York ’28 Unit still on the job!
York helps cool California Governor’s Mansion
November 10, 1970 (PD: 201611)
On November 10, 1970, the California Governor’s Mansion was added to the National Register of Historic Places.
The thirty-room, three-story mansion was built in 1877 for local hardware merchant Albert Gallatin in midtown Sacramento. The State of California purchased the house in 1903 to serve as the governor’s mansion – a function it served for 13 governors until 1967, when Nancy Reagan, wife of newly-elected governor Ronald Reagan, decided the house was unsafe after having lived there for four months and refused to take up permanent residence in it. She subsequently spearheaded plans to build a new governor’s mansion in Carmichael, northeast of downtown Sacramento.
After the Reagan’s moved out in 1967, the mansion was turned into a museum and opened to the public. It was not until December 2015, when Governor Jerry Brown moved in, that the mansion was used again as a residence. Ironically, Brown’s father, Pat Brown, was the last California governor to live in the mansion prior to that time (from 1959 to 1967). Jerry Brown himself refused to live in the mansion during his first two terms as California governor (from 1975 to 1983), preferring to reside in a modest apartment instead.
Over the years, the house has undergone several renovations, the last a $4.6 million project just prior to Jerry Brown’s taking residence there.
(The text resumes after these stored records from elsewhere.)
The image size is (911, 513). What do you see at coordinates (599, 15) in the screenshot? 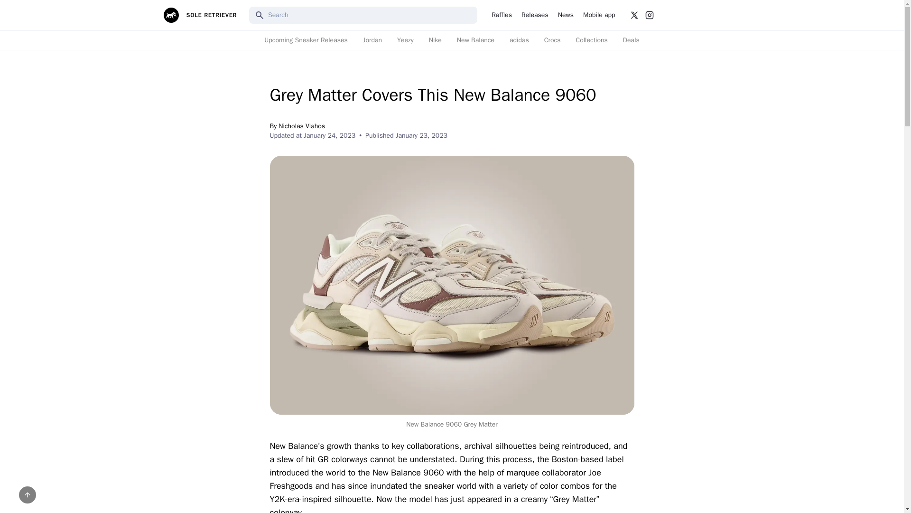
I see `Mobile app` at bounding box center [599, 15].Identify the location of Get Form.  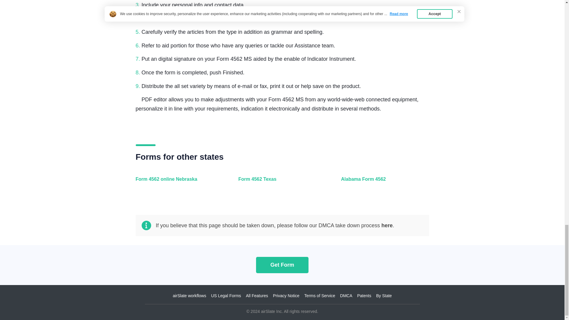
(282, 265).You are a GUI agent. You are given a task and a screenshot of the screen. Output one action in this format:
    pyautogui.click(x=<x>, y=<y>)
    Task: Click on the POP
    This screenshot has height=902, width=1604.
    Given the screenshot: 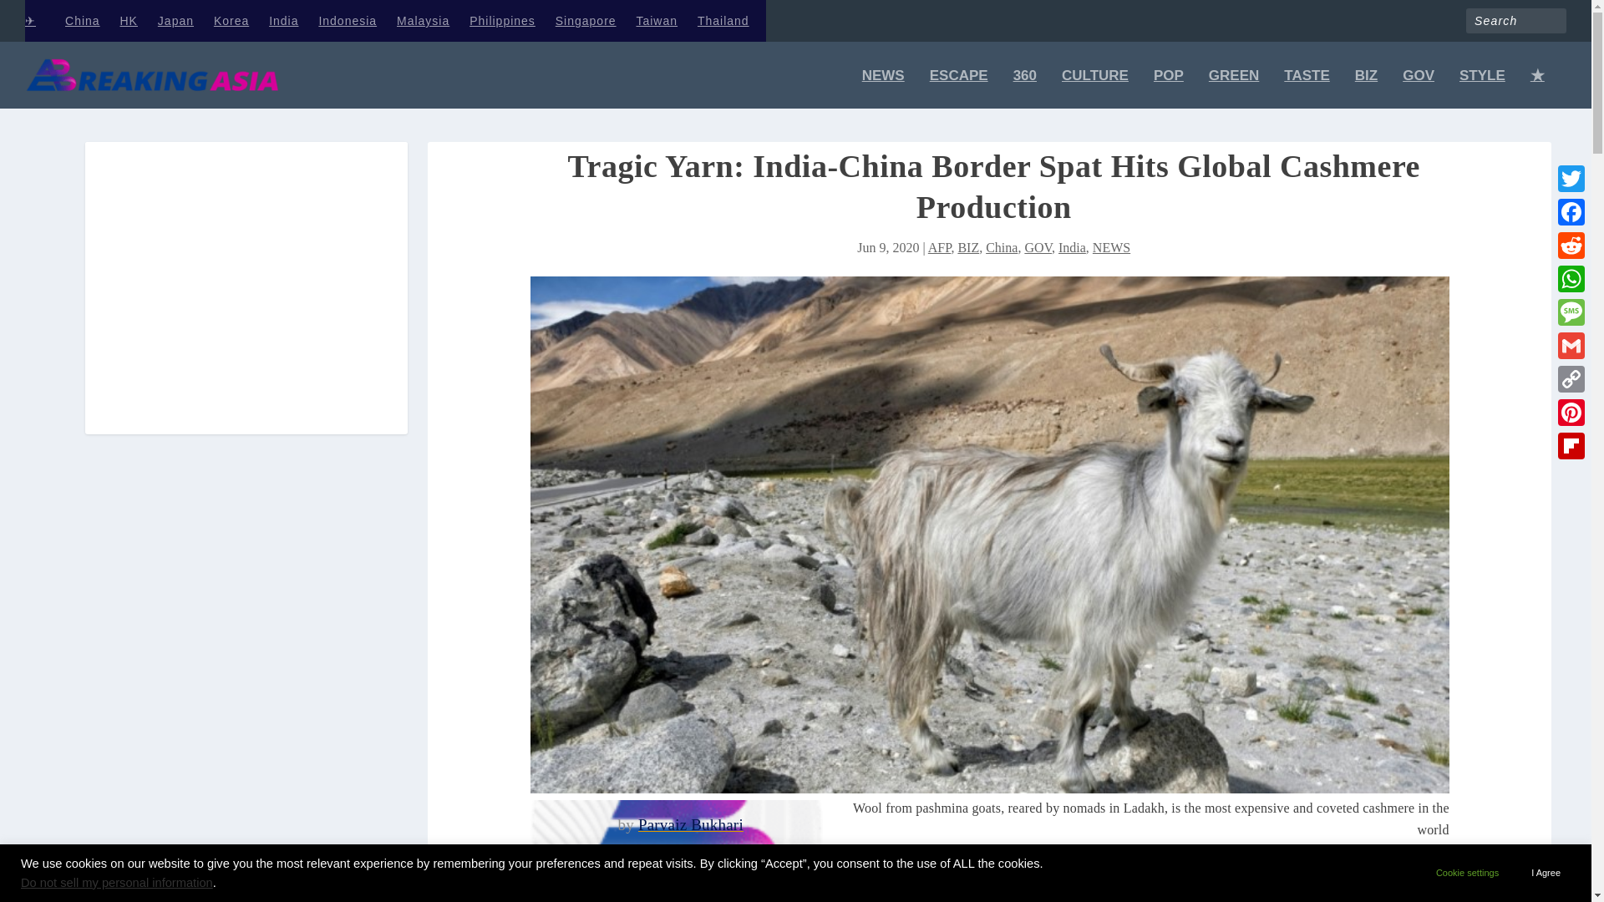 What is the action you would take?
    pyautogui.click(x=1168, y=89)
In a previous 1994 upgrade, York International (which was acquired by Johnson Controls in 2005) installed its new state-of-the-art Triathlon cooling and heating system.
Still on the job, however, was a 1928 York air conditioner in the “Breakfast Room.” The unit was described by a Mansion tour guide as “the best-working refrigeration unit in the mansion – and a very quiet one for the wood casing absorbs the sound very effectively.”